Accumulating evidence has shown that Nrf2, a major regulator of the anti-oxidative response, plays an important role in preventing ethanol-induced oxidative stress and lipid accumulation.[14] Previous studies have shown that livers of Nrf2-null mice are more susceptible to various chemical-and oxidative stress-induced pathologies than wild-type mice[21] Recent studies have suggested that phytochemicals can activate Nrf2 by directly binding to Keap1 through covalent linkages, resulting in the induction of some detoxifying enzymes and related proteins, which play pivotal roles in protecting cells from free radical stress imposed by ROS.[22,23] Nrf2 target key detoxifying enzymes include HO-1, GSH, glutathione-S-transferase, NQO1 and GCLC, enhanced expression of which leads to increased levels of endogenous anti-oxidants such as the major thiol anti-oxidant GSH and reduced quinines.[24,25] A study from Farombi et al. showed that curcumin attenuated dimethylnitrosamine-induced liver injury through Nrf2-mediated induction of HO-1.[26] Similarly, study from Zhao et al. also demonstrated that curcumin led to nuclear accumulation of Nrf2 protein and increased the expression of ARE regulated genes in keratinocytes (HaCaT) treated with sodium arsenite, augmenting cell viability and survival via up-regulating NQO1, HO-1, GCL, and GCLM genes expression.[27] Consistent with previous studies, results from our study showed that curcumin treatment significantly enhanced Nrf2 nuclear expression and increased mRNA expression of subsequent enzymes, such as NQO1, HO-1, and GCLC.

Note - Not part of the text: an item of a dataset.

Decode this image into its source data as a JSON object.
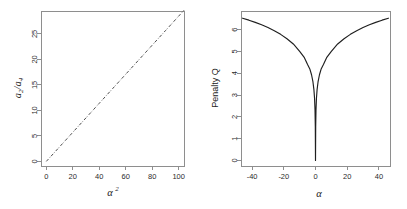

Furthermore, many studies have demonstrated that MAPK cascades have been principally implicated in Nrf2 activation and translocation for highly specialized protein synthesis including HO-1.[28,29] Similarly, increasing natural compounds have been reported to induce Nrf2 activation and detoxifying enzymes expression in different cell types via MAPK pathways. For example, in porcine renal epithelial cells, curcumin induction of HO-1 is mediated by Nrf2 and p38 MAPK.[30] Sulfuretin attenuated tert-butyl hydroperoxide-induced hepatotoxicity through Nrf2/ARE and JNK/ERK MAPK mediated HO-1 expression.[29] We also found that curcumin treatment facilitated the phosphorylation of ERK and p-38 MAPK, but not JNK, indicating curcumin induction of Nrf2-mediated gene expression associated with ERK and p-38 MAPK pathway. These studies suggested that MAPK cascades played crucial roles for Nrf2 activation and induction of ARE-mediated gene expression.

CONCLUSIONS

This study showed that curcumin induced Nrf2 activation and up-regulated detoxifying genes expression such as NQO1, HO-1, and GCLC through ERK/p38-MAPK pathways, leading to inhibition of chronic ethanol-induced liver oxidative stress and lipid peroxidation. Our study indicated that curcumin might be a potential bioactive agent for the prevention of oxidative injuries.

ACKNOWLEDGMENTS

This study was supported by the natural science foundation of Hubei Province, China (No. 2013CFB388).

Footnotes

Source of Support: This study was supported by the natural science foundation of Hubei Province (No. 2013CFB388)

Conflict of Interest: None declared.